Altered States: Sex, Drugs, and Transcendence in the Ludlow-Santo Domingo Library at Harvard’s Houghton Library explores the human desire to escape the ordinary.
Houghton Library
Beyond Gorgeous: Illuminated Manuscripts from Boston Collections
For viewers accustomed to looking at paintings on canvas and panel, manuscripts are a different beast.
The Intricate Designs of an 18th-Century Love Token
Today, as the art of handwritten notes gradually fades, one common way to court someone is to slide into his or her DMs.
Broadsides for Broadband: Digitizing the People’s Literature of the 17th Century
Considered the “people’s literature” in the 17th century, broadside ballads were sold for a penny or halfpenny, their pairing of a comic or satiric song alongside a woodblock illustration making them popular bawdy amusement across classes.
Our View from the Cosmic Shore: Early Modern Interpretations of Celestial Events
When Milton was writing Paradise Lost in the 17th century, a comet grazed through the sky, inspiring the English poet to describe how Satan “stood Unterrified, and like a comet burn’d.”
The 19th-Century Story of the Wonderful Tattooed Man
The story of how a boy from Providence, Rhode Island, became “the most wonderful tattooed man ever known in the civilized world” involves menacing sailors and voyages across the sea, and was recently digitized so that we can all read this tale of the 19th century.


▶ [Instructions for the task]
Scan the material below for every line with the string "page", and copy those lines.

========================================================================

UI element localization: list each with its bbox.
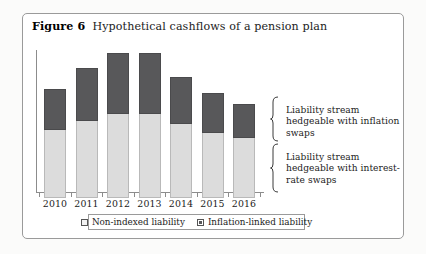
x-axis-label-2015: 2015	[196, 198, 230, 209]
x-axis-tick-3	[134, 193, 135, 197]
bar-segment-inflation-linked-2013	[139, 53, 161, 114]
y-axis	[36, 50, 37, 192]
bar-segment-non-indexed-2012	[107, 114, 129, 198]
bar-2012	[107, 53, 129, 198]
bar-2010	[44, 89, 66, 198]
x-axis-label-2013: 2013	[133, 198, 167, 209]
x-axis-label-2012: 2012	[101, 198, 135, 209]
legend-swatch-icon-1	[197, 219, 204, 226]
brace-interest-rate-icon	[270, 143, 279, 193]
figure-caption: Hypothetical cashflows of a pension plan	[92, 20, 327, 33]
bar-segment-non-indexed-2014	[170, 124, 192, 198]
bar-2014	[170, 77, 192, 198]
bar-segment-inflation-linked-2015	[202, 93, 224, 133]
annotation-inflation-swaps: Liability stream hedgeable with inflatio…	[286, 105, 406, 139]
legend-item-inflation-linked: Inflation-linked liability	[197, 217, 312, 227]
x-axis-tick-4	[165, 193, 166, 197]
x-axis-label-2010: 2010	[38, 198, 72, 209]
bar-segment-inflation-linked-2010	[44, 89, 66, 130]
x-axis-tick-1	[71, 193, 72, 197]
bar-segment-non-indexed-2011	[76, 121, 98, 198]
bar-segment-non-indexed-2013	[139, 114, 161, 198]
bar-2015	[202, 93, 224, 198]
legend-label-0: Non-indexed liability	[92, 217, 185, 227]
bar-segment-inflation-linked-2014	[170, 77, 192, 124]
brace-inflation-icon	[270, 96, 279, 142]
legend-label-1: Inflation-linked liability	[208, 217, 312, 227]
annotation-interest-rate-swaps: Liability stream hedgeable with interest…	[286, 152, 406, 186]
x-axis-tick-7	[260, 193, 261, 197]
chart-legend: Non-indexed liabilityInflation-linked li…	[88, 214, 305, 230]
x-axis-tick-0	[39, 193, 40, 197]
x-axis-tick-6	[228, 193, 229, 197]
figure-number: Figure 6	[32, 20, 85, 33]
bar-2011	[76, 68, 98, 198]
x-axis-label-2014: 2014	[164, 198, 198, 209]
bar-segment-inflation-linked-2016	[233, 104, 255, 138]
bar-segment-inflation-linked-2012	[107, 53, 129, 114]
x-axis-label-2011: 2011	[70, 198, 104, 209]
chart-plot-area: 2010201120122013201420152016	[30, 44, 270, 204]
bar-2016	[233, 104, 255, 198]
bar-segment-non-indexed-2015	[202, 133, 224, 198]
x-axis-label-2016: 2016	[227, 198, 261, 209]
bar-segment-non-indexed-2016	[233, 138, 255, 198]
bar-2013	[139, 53, 161, 198]
bar-segment-non-indexed-2010	[44, 130, 66, 198]
legend-swatch-icon-0	[81, 219, 88, 226]
x-axis-tick-5	[197, 193, 198, 197]
page-title: Figure 6 Hypothetical cashflows of a pen…	[32, 20, 392, 33]
x-axis-tick-2	[102, 193, 103, 197]
legend-item-non-indexed: Non-indexed liability	[81, 217, 185, 227]
bar-segment-inflation-linked-2011	[76, 68, 98, 121]
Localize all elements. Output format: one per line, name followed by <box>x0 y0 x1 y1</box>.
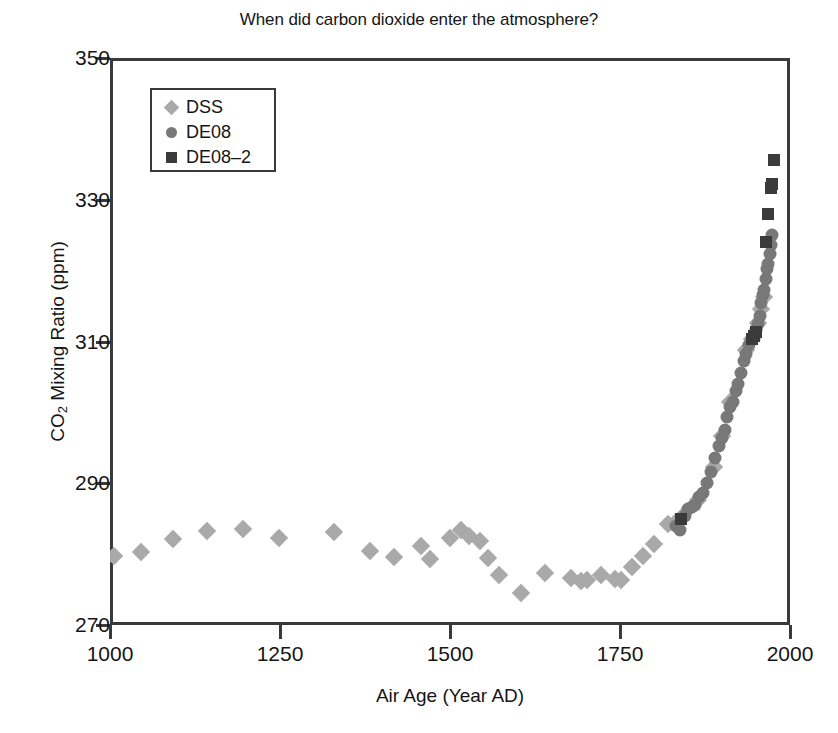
diamond-marker-icon <box>160 102 182 113</box>
chart-title: When did carbon dioxide enter the atmosp… <box>0 10 838 30</box>
y-axis-title-post: Mixing Ratio (ppm) <box>47 241 68 406</box>
legend-label-de08-2: DE08–2 <box>182 147 251 168</box>
data-point <box>760 236 772 248</box>
x-tick-mark <box>449 625 452 639</box>
data-point <box>385 548 403 566</box>
y-axis-title: CO2 Mixing Ratio (ppm) <box>47 58 70 625</box>
x-tick-label: 1750 <box>560 642 680 666</box>
x-tick-mark <box>619 625 622 639</box>
data-point <box>132 543 150 561</box>
data-point <box>479 548 497 566</box>
x-tick-mark <box>109 625 112 639</box>
legend-item-de08-2: DE08–2 <box>160 145 274 170</box>
data-point <box>735 366 748 379</box>
legend-label-de08: DE08 <box>182 122 231 143</box>
legend: DSS DE08 DE08–2 <box>150 88 276 172</box>
y-axis-title-pre: CO <box>47 413 68 442</box>
data-point <box>110 546 123 564</box>
data-point <box>754 309 767 322</box>
data-point <box>766 178 778 190</box>
data-point <box>536 563 554 581</box>
data-point <box>673 524 686 537</box>
data-point <box>709 451 722 464</box>
co2-scatter-figure: When did carbon dioxide enter the atmosp… <box>0 0 838 733</box>
data-point <box>768 154 780 166</box>
data-point <box>197 522 215 540</box>
data-point <box>234 520 252 538</box>
legend-item-de08: DE08 <box>160 120 274 145</box>
legend-label-dss: DSS <box>182 97 223 118</box>
data-point <box>732 378 745 391</box>
x-tick-label: 2000 <box>730 642 838 666</box>
data-point <box>490 565 508 583</box>
y-axis-title-subscript: 2 <box>55 406 70 413</box>
x-tick-label: 1500 <box>390 642 510 666</box>
x-tick-label: 1000 <box>50 642 170 666</box>
circle-marker-icon <box>160 127 182 138</box>
x-tick-mark <box>789 625 792 639</box>
legend-item-dss: DSS <box>160 95 274 120</box>
data-point <box>750 326 762 338</box>
data-point <box>675 513 687 525</box>
data-point <box>512 584 530 602</box>
data-point <box>163 529 181 547</box>
data-point <box>705 465 718 478</box>
x-tick-mark <box>279 625 282 639</box>
data-point <box>325 523 343 541</box>
square-marker-icon <box>160 152 182 163</box>
x-tick-label: 1250 <box>220 642 340 666</box>
data-point <box>718 424 731 437</box>
data-point <box>361 542 379 560</box>
data-point <box>701 477 714 490</box>
data-point <box>269 529 287 547</box>
x-axis-title: Air Age (Year AD) <box>110 685 790 707</box>
data-point <box>762 208 774 220</box>
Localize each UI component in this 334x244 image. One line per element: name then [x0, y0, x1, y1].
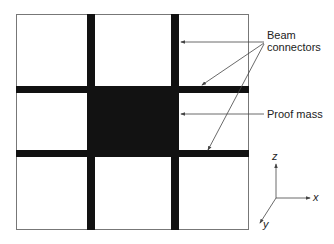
y-axis-label: y — [263, 218, 269, 230]
beam-connectors-label-line1: Beam — [267, 29, 321, 41]
beam-connectors-label-line2: connectors — [267, 41, 321, 53]
z-axis-label: z — [272, 150, 278, 162]
proof-mass-label: Proof mass — [267, 108, 323, 120]
x-axis-label: x — [313, 191, 319, 203]
proof-mass — [87, 86, 179, 157]
beam-connectors-label: Beam connectors — [267, 29, 321, 53]
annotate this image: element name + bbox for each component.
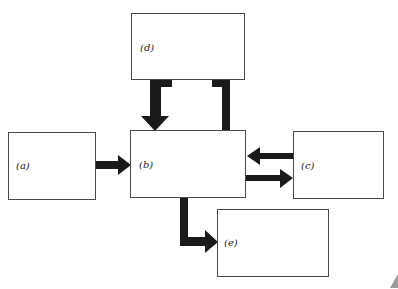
node-c: (c) [293,131,384,199]
node-b-label: (b) [139,159,153,170]
node-d: (d) [131,13,245,80]
flow-diagram: (d) (a) (b) (c) (e) [0,0,398,289]
node-a: (a) [8,132,96,200]
arrow-b-to-e [180,198,218,253]
arrow-b-to-c [246,169,293,188]
node-b: (b) [130,130,246,198]
node-e: (e) [217,209,329,277]
arrow-c-to-b [247,147,293,165]
arrow-a-to-b [96,155,131,175]
arrow-d-to-b [141,80,172,131]
node-d-label: (d) [140,42,154,53]
arrow-b-to-d [212,80,230,130]
node-a-label: (a) [16,160,30,171]
page-corner-mark [390,274,398,288]
node-c-label: (c) [301,160,314,171]
node-e-label: (e) [224,237,238,248]
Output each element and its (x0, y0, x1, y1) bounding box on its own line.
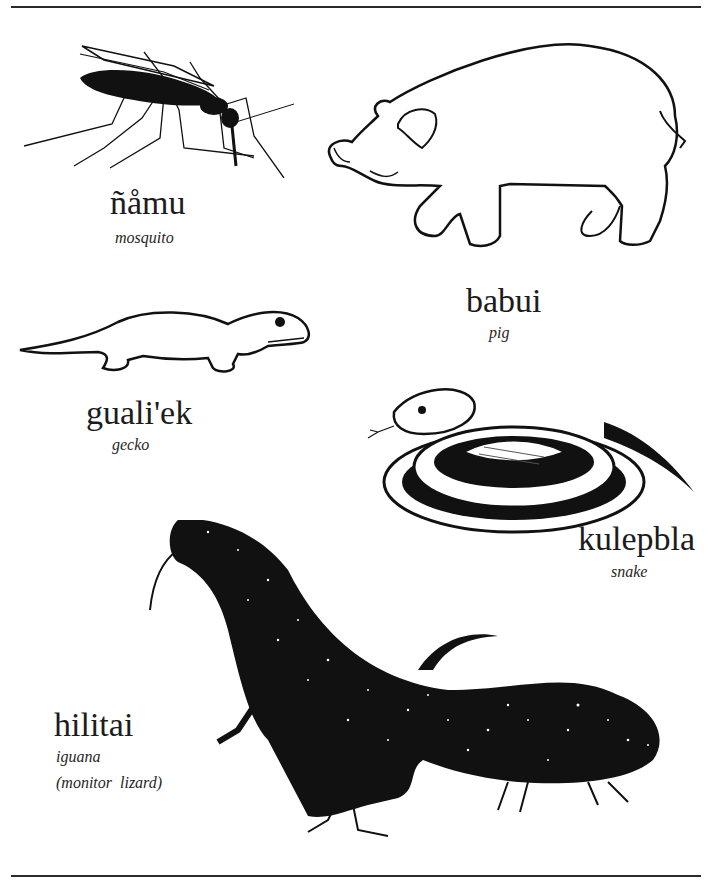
mosquito-illustration (14, 38, 304, 178)
mosquito-icon (14, 38, 304, 178)
top-rule (11, 6, 701, 8)
entry-gloss-pig: pig (489, 325, 509, 341)
entry-word-mosquito: ñåmu (110, 186, 186, 220)
bottom-rule (11, 875, 701, 877)
entry-word-iguana: hilitai (54, 708, 133, 742)
gecko-illustration (18, 298, 314, 386)
snake-icon (364, 372, 698, 540)
entry-word-gecko: guali'ek (86, 396, 192, 430)
entry-gloss-gecko: gecko (112, 437, 149, 453)
entry-gloss-iguana: iguana (56, 749, 100, 765)
gecko-icon (18, 298, 314, 386)
monitor-lizard-icon (148, 520, 688, 850)
entry-gloss-mosquito: mosquito (115, 230, 174, 246)
pig-icon (320, 36, 700, 256)
entry-word-pig: babui (466, 284, 542, 318)
snake-illustration (364, 372, 698, 540)
monitor-lizard-illustration (148, 520, 688, 850)
entry-gloss-iguana-extra: (monitor lizard) (56, 775, 162, 791)
pig-illustration (320, 36, 700, 256)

========================================================================

▶ [Response area]
page-title: Figure 6 Hypothetical cashflows of a pen…	[32, 20, 392, 33]
page-corner-mark [390,274,398,288]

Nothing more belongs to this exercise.